Saturday, March 06, 2010

Time and the Class of 2024


 
The Word Cloud from our discussion of the needs and attributes of the Class of 2024


Our school has asked us to imagine what attributes our students in the class of 2024 will have when they graduate, and how will our school need to change and adapt to meet their needs in the coming years.

We met to discuss this seemingly distant future with our Board's education committee and a group of curriculum leaders for grades PK-4. A wide ranging discussion ensued, including visions of the future demand for world resources and the resulting need to be more resourceful and environmentally aware, and the need to be connected globally, not just to impoverished countries that need a share of our bounty, but to cultures across the world that are as developed as ourselves and therefore give us a different perspective on ourselves. We wondered about how to balance the future of online courses and connections with the eternal need for personal relationships and emotional growth and development. There was hope we will provide our students with the tools and attitudes that will make them innovators, creators, and collaborators.  But the conversation just kept coming back to one main theme: we need to give them time.

Time pervaded all of the discussion, as can be seen in the word cloud. Time for students to relax and discover things, to play outside in unstructured moments, time to delve into a subject that inspires them and actually take their ideas to a conclusion, time to breathe and cultivate their thinking, time to focus on studies that are important to their development without the burden of homework for homework's sake. Of course the time issue related to our teachers as well: time to learn new ways of approaching students, time to develop authentic ways to integrate technology, to teach more languages, to be able to offer service learning experiences both locally and abroad.

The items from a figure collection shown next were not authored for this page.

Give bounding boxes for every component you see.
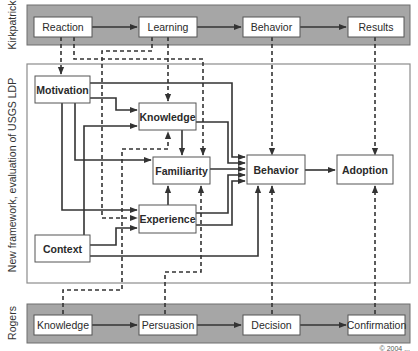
rogers-box-confirmation: Confirmation <box>347 315 407 335</box>
svg-text:Decision: Decision <box>251 319 291 331</box>
svg-text:Familiarity: Familiarity <box>155 165 208 177</box>
rogers-box-decision: Decision <box>243 315 300 335</box>
copyright-text: © 2004 ... <box>380 345 411 351</box>
kirkpatrick-box-behavior: Behavior <box>243 17 300 37</box>
svg-text:Context: Context <box>43 243 83 255</box>
framework-box-context: Context <box>35 235 90 262</box>
rogers-label: Rogers <box>6 306 18 340</box>
rogers-box-knowledge: Knowledge <box>34 315 92 335</box>
framework-box-motivation: Motivation <box>35 76 90 103</box>
svg-text:Reaction: Reaction <box>42 21 84 33</box>
framework-box-knowledge: Knowledge <box>139 103 196 130</box>
framework-label: New framework, evaluation of USGS LDP <box>6 78 18 272</box>
svg-text:Knowledge: Knowledge <box>37 319 89 331</box>
svg-text:Persuasion: Persuasion <box>142 319 195 331</box>
svg-text:Learning: Learning <box>148 21 189 33</box>
framework-box-experience: Experience <box>139 205 196 233</box>
framework-box-adoption: Adoption <box>337 155 393 184</box>
svg-text:Behavior: Behavior <box>251 21 293 33</box>
svg-text:Confirmation: Confirmation <box>347 319 407 331</box>
rogers-box-persuasion: Persuasion <box>139 315 197 335</box>
svg-text:Behavior: Behavior <box>254 164 299 176</box>
svg-text:Motivation: Motivation <box>36 84 89 96</box>
svg-text:Knowledge: Knowledge <box>139 111 195 123</box>
framework-box-familiarity: Familiarity <box>153 157 210 184</box>
svg-text:Results: Results <box>358 21 393 33</box>
kirkpatrick-box-learning: Learning <box>139 17 197 37</box>
kirkpatrick-box-results: Results <box>348 17 404 37</box>
diagram-canvas: Kirkpatrick New framework, evaluation of… <box>0 0 418 351</box>
kirkpatrick-label: Kirkpatrick <box>6 0 18 50</box>
svg-text:Experience: Experience <box>139 213 195 225</box>
kirkpatrick-box-reaction: Reaction <box>34 17 92 37</box>
svg-text:Adoption: Adoption <box>342 164 388 176</box>
framework-box-behavior: Behavior <box>247 155 305 184</box>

The big questions that emerged in the end was the ever-present issue of our school schedule, both daily and the annual school calendar. In order to offer additional language courses, the opportunity to explore robotics or other engineering in depth, to develop meaningful relationships across neighborhoods and borders must we extend the school day? the school year? Do we change the schedule to a more European model where school sessions are punctuated by longer, more frequent breaks but school continues through most of the summer?

It will take much creative thinking and willingness to change our familiar routines to meet the goals of our lofty brainstorming. There are solutions, but they are not necessarily rooted in our current conceptions of what is important and therefore will require a leap into the unknown - not a leap educators are comfortable with as a rule. I look forward to continuing this discussion as our schools wrestles to define itself in the future.